Lane managed to torpedo this HSCA hoax with the testimony so timely delivered, but the committee pretended to have nothing to do with the dastardly deed.

When Lane had to abandon the case, he was replaced by William F. Pepper, an American attorney based in London, who spent decades securing new testimony and evidence. He tried hard to get a new trial for James Earl Ray, all ably described in his book "Orders to kill". His every move was blocked by local and federal authorities, and finally he was moved to try to get the new evidence before the public in a television trial of no legal consequence. Thames Television of London in 1993 picked up the production of the trial with real witnesses and real evidence. Pepper was defending Ray while the prosecution was handled by Hickman Ewing, an attorney from Memphis, later to reach considerable fame in the Clinton impeachment drama. During the trial Pepper managed to show, that there had been surveillance of MLK during every second of his visit to Memphis. This was performed by federal authorities hoping to "pick up dirt" on MLK. The Memphis police man, who testified to this effect, was later frozen out of the police force. African- American cops and firefighters were surreptitiously ordered away from the area surrounding MLK's hotel. Agent provocateurs were shown to have caused the violence during the first march in Memphis, which caused MLK to want to return for a more peaceful march. Pepper also developed evidence that a Special Forces Alpha 184 team was in Memphis on April 4, 1968, placed on rooftops surrounding MLK's hotel, ready to take action should the contracted civilian team not succeed in killing MLK. A jury found for Pepper and against the prosecution, but Pepper could still not budge the court system in Memphis.
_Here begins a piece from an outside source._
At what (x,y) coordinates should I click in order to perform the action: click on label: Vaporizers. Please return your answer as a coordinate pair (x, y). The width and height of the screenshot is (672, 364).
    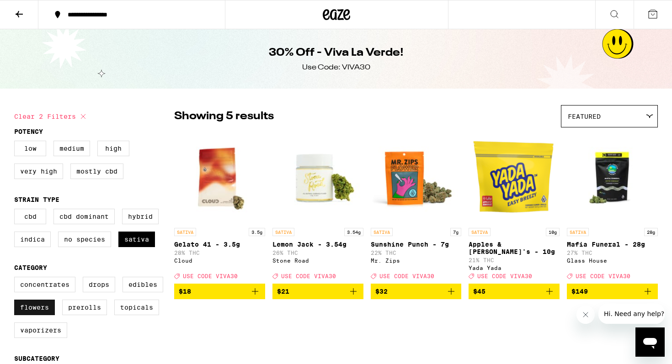
    Looking at the image, I should click on (41, 330).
James Earl Ray died without ever having gotten a new trial.

Philip H. Melanson. Ph.D., investigated in depth the circumstances surrounding the Robert F. Kennedy assassination on June 4, 1968, exactly two months after MLK was murdered. Sirhan Sirhan had been caught red-handed shooting at RFK, it seemed to be an easily solved case. Sirhan was the assassin and he was motivated by hatred of Kennedy because of RFK bias in favor of the Israelis in the Arab-Israeli conflict. But like the other assassinations of the '60s, a close look at the evidence produced disturbing evidence. According to the coroner, Kennedy had been hit by three bullets, all fired from within an inch of his body. Sirhan could be shown to never have been closer than three feet from the Senator. Sirhan's gun contained eight bullets but nine bullets were found. Witnesses related meeting a fleeing girl in a polka-dot dress saying: "We shot him"! Asked who was shot, the answer was "Senator Kennedy"!
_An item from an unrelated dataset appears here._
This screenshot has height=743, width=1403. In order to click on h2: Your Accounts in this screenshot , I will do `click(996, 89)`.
When Sirhan was apprehended, he acted like he was in trance. He has to this day not been able to recall his actions during the melee that produced Kennedy's death. In custody Sirhan was checked by an eminent psychiatrist who concluded that he was easily hypnotizable. Sirhan was made to behave like a monkey swinging from the bars of the cell. Kennedy was known to reject body guards, but when he had completed his victory speech at Ambassador Hotel, he was approached by a guard, Thane Eugene Cesar, a late substitute for the regular guard. Cesar's political persuasion was later shown to be of right wing character. The guard guided him through the pantry, falling in behind the senator. Needless to say, Cesar was armed with a gun of the same caliber as Sirhan's gun. In 1988 Melanson compelled LAPD to release old files regarding the Kennedy controversy, only to find that 2,400 photos and other precious evidence had been destroyed by the department, evidence that would have revealed a conspiracy behind the murder of Senator Kennedy.